The EU Border “Pushbacks” May Have Become a De Facto Migration Policy
Where Have Alleged Pushbacks Been Recorded?
A coalition of NGOs, the Border Violence Monitoring Network, claims to have gathered testimonies of illegal expulsions affecting some 25,000 people since 2017, British daily newspaper The Guardian reported late last year.
Pushback incidents have been documented at various spots on the EU’s external borders in the past decade, according to Stephanie Pope, a migration expert at the non-governmental organization Oxfam.
On land, they have been reported for example on the Evros river at the Greek-Turkish border, at the Spanish-Moroccan border in the Spanish enclave of Melilla, at the borders of Poland and Belarus, Hungary and Serbia, and Croatia-Bosnia and Herzegovina.
At sea, Greek authorities have been accused of pushing boats back before they reach EU waters. The Italian coast guard has also allegedly pushed back boats into Libyan waters.
The EU also has struck formal deals with Libya, and most recently Tunisia, offering funds for authorities to prevent irregular crossings into EU territory before they occur.
The EU says this is to tackle people-smuggling and stop migrants making perilous crossings, but for Pope of Oxfam, these amount to “pullbacks.”
What Are the Consequences — for Those Pushed and Those Accused of Pushing?
Potential asylum seekers who are pushed back face an array of fates, depending on where it happens, Pope continued. In Greece, where Oxfam has carried out research, people often keep trying to enter the EU. Some succeed, but others end up stuck in Turkey, she said. Some of those pushed back into Libya have reportedly ended up in detention centers. “We still have continuous reports of human slavery, rape, torture, extortion, trafficking,” Pope said.
For Hanaa Hakiki of the European Center for Constitutional and Human Rights (ECCHR), it is worth underlining that no one really knows how many would-be asylum seekers have ended up dead after being turned away.
“Death was always one of the risks with pushbacks, because they were always done with a complete sort of recklessness as to what would happen to these people,” Hakiki told DW. The ECCHR, which has litigated for a number of people claiming to have been illegally prevented from entering the EU, has also worked with people who were secretly detained or tortured during a pushback, she said.
So far, countries accused of pushbacks have not faced many consequences, Hakiki added. The European Court of Human Rights has been “lukewarm” towards individual complaints, according to her, and the European Commission has not launched disciplinary proceedings against member states accused of pushbacks specifically. Given the precarious circumstances of asylum seekers and migrants, it is often extremely difficult for anyone who believes they have been illegally expelled to litigate against authorities, she stressed.
Pope of Oxfam told DW that pushbacks appear to have become more systematic in recent years and collaboration with non-EU actors has increased.
“The EU is essentially building this kind of complex web of policies, operational measures and third country agreements to stop people from ever being able to claim the right of asylum in the EU,” she said.
“It’s becoming a sort of shadow asylum system.”
Ella Joyner is a freelance journalist writing about Europe. This article is published This courtesy of Deutsche Welle (DW).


About this exercise: The entries below should be set down again exactly, with every picture left out.
Content starts
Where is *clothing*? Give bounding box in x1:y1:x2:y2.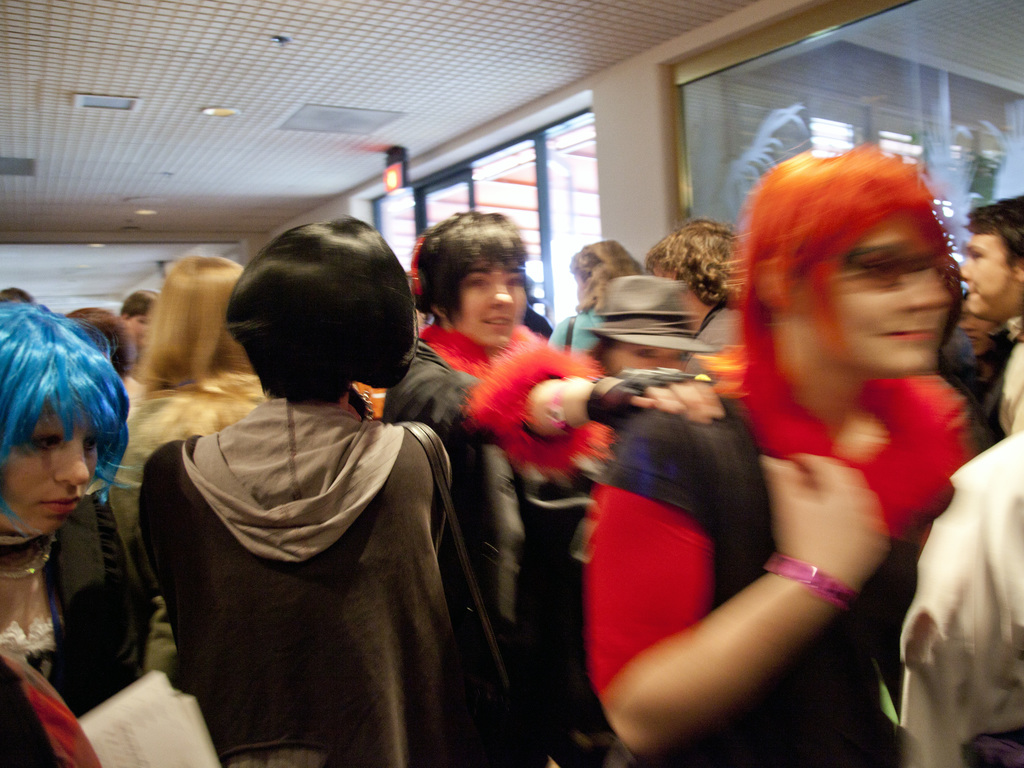
891:417:1023:766.
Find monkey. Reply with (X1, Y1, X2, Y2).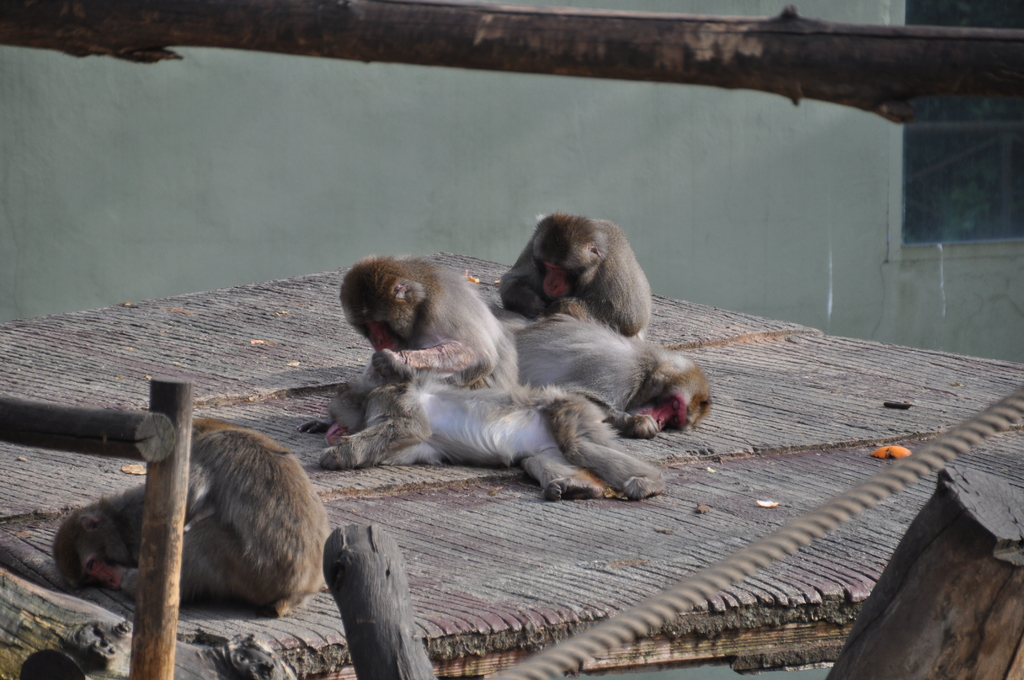
(60, 423, 333, 617).
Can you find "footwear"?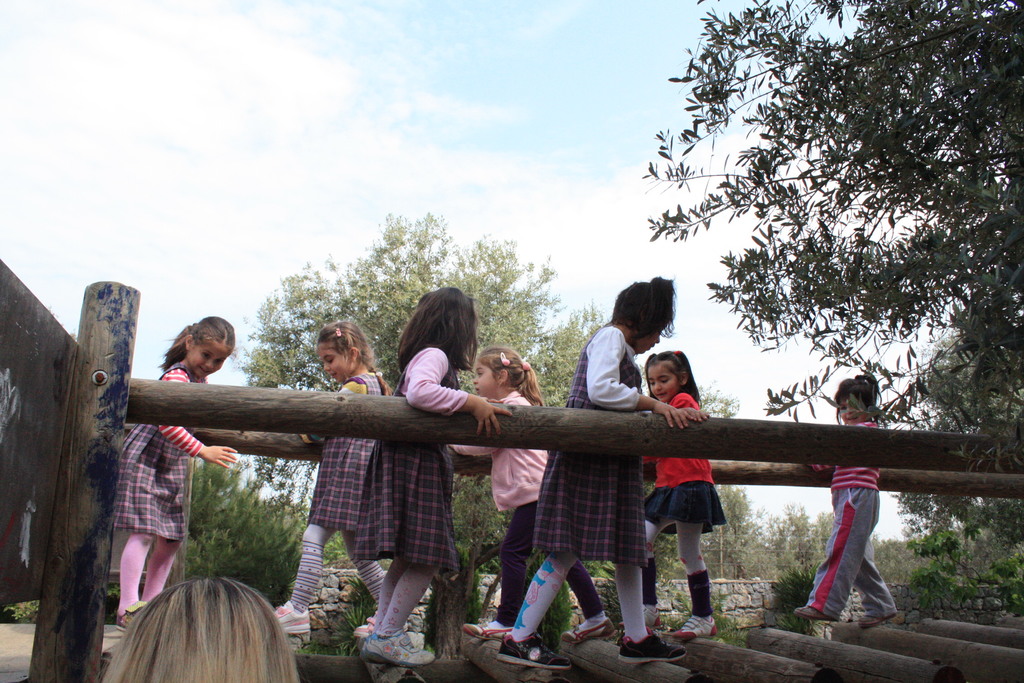
Yes, bounding box: rect(364, 627, 436, 664).
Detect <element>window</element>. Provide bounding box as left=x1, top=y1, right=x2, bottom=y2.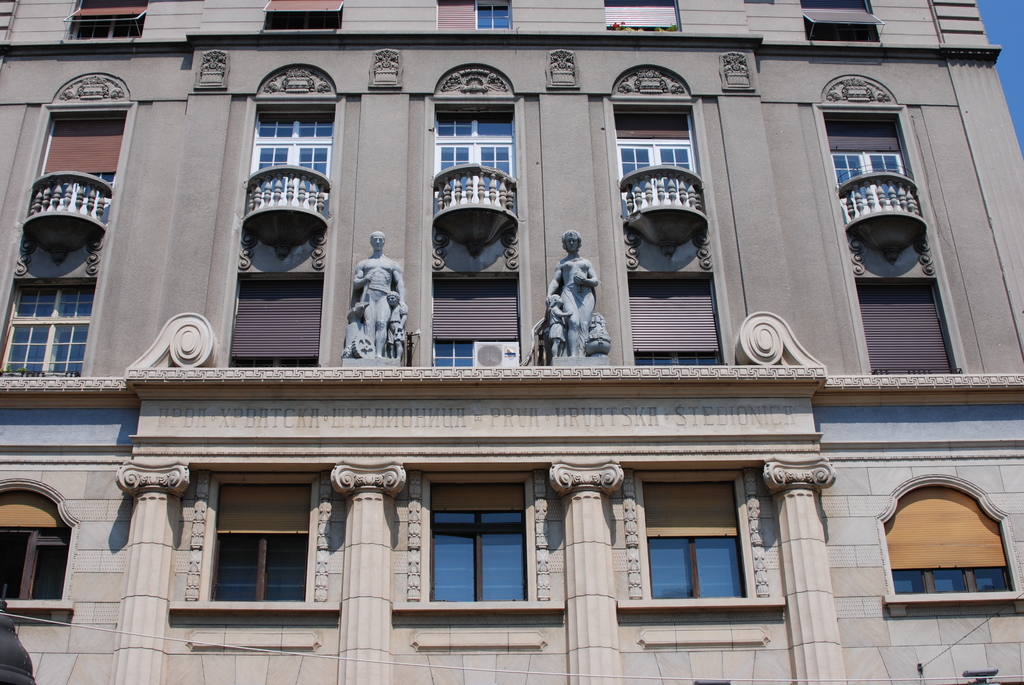
left=435, top=274, right=524, bottom=367.
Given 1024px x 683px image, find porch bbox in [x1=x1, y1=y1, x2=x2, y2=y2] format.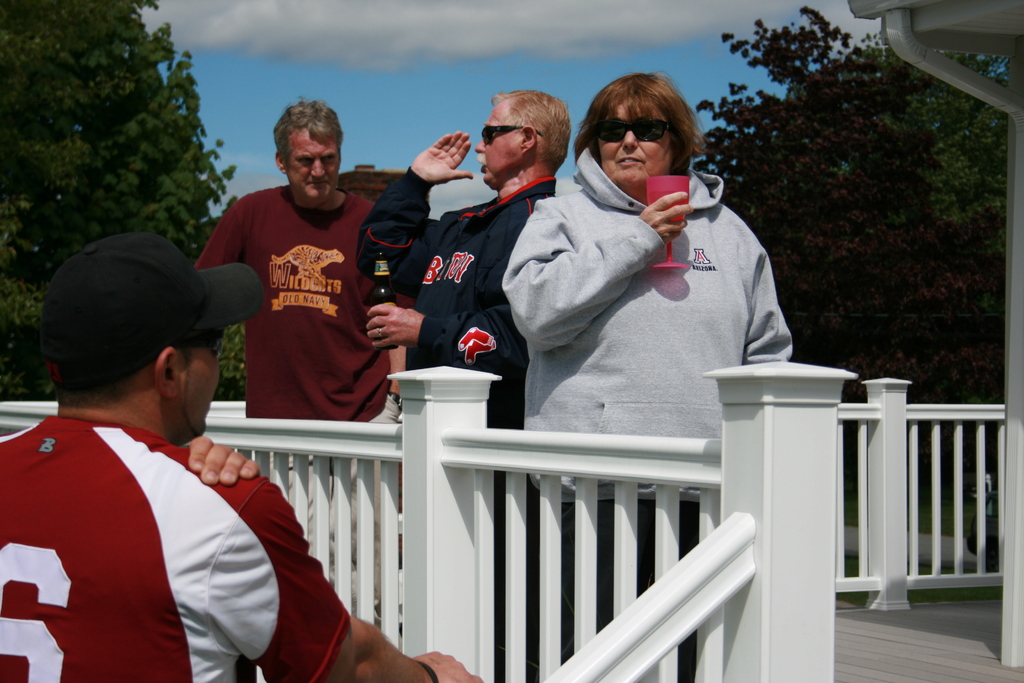
[x1=1, y1=135, x2=1023, y2=682].
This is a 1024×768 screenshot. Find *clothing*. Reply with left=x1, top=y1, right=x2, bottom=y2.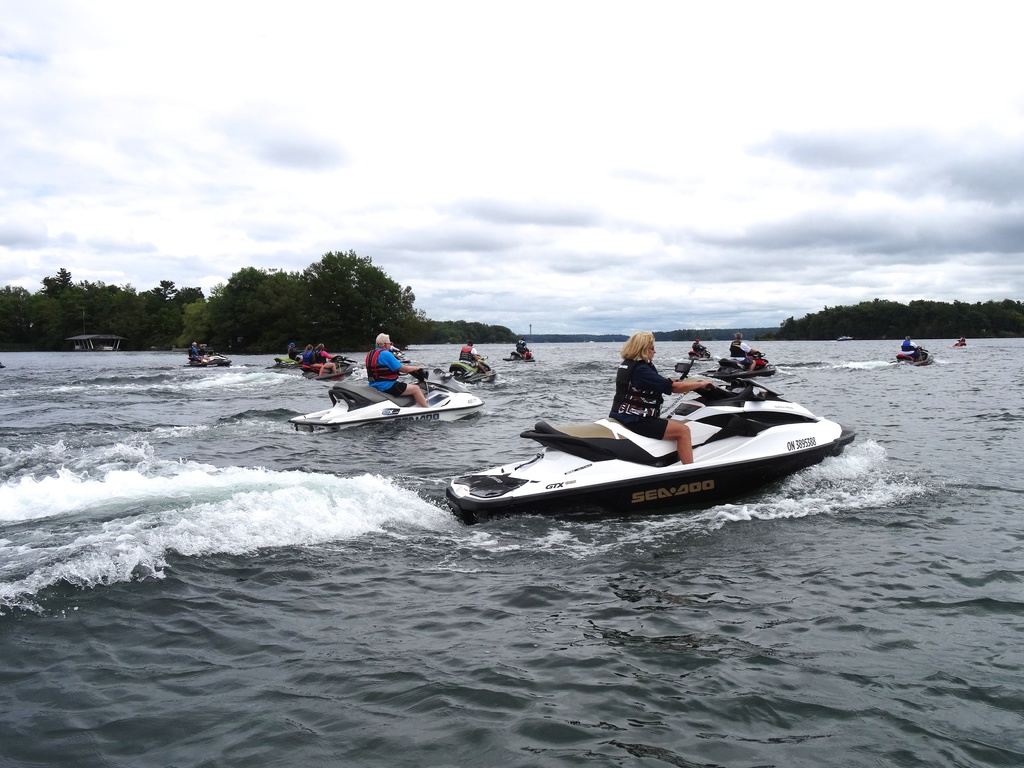
left=391, top=345, right=399, bottom=356.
Content ends
Output of the task:
Where is *clothing*? Give bounding box in x1:y1:x2:y2.
891:417:1023:766.
Find monkey. Reply with (X1, Y1, X2, Y2).
(60, 423, 333, 617).
Can you find "footwear"?
Yes, bounding box: rect(364, 627, 436, 664).
Detect <element>window</element>. Provide bounding box as left=x1, top=y1, right=x2, bottom=y2.
left=435, top=274, right=524, bottom=367.
Given 1024px x 683px image, find porch bbox in [x1=x1, y1=y1, x2=x2, y2=y2] format.
[x1=1, y1=135, x2=1023, y2=682].
This is a 1024×768 screenshot. Find *clothing*. Reply with left=x1, top=y1, right=x2, bottom=y2.
left=391, top=345, right=399, bottom=356.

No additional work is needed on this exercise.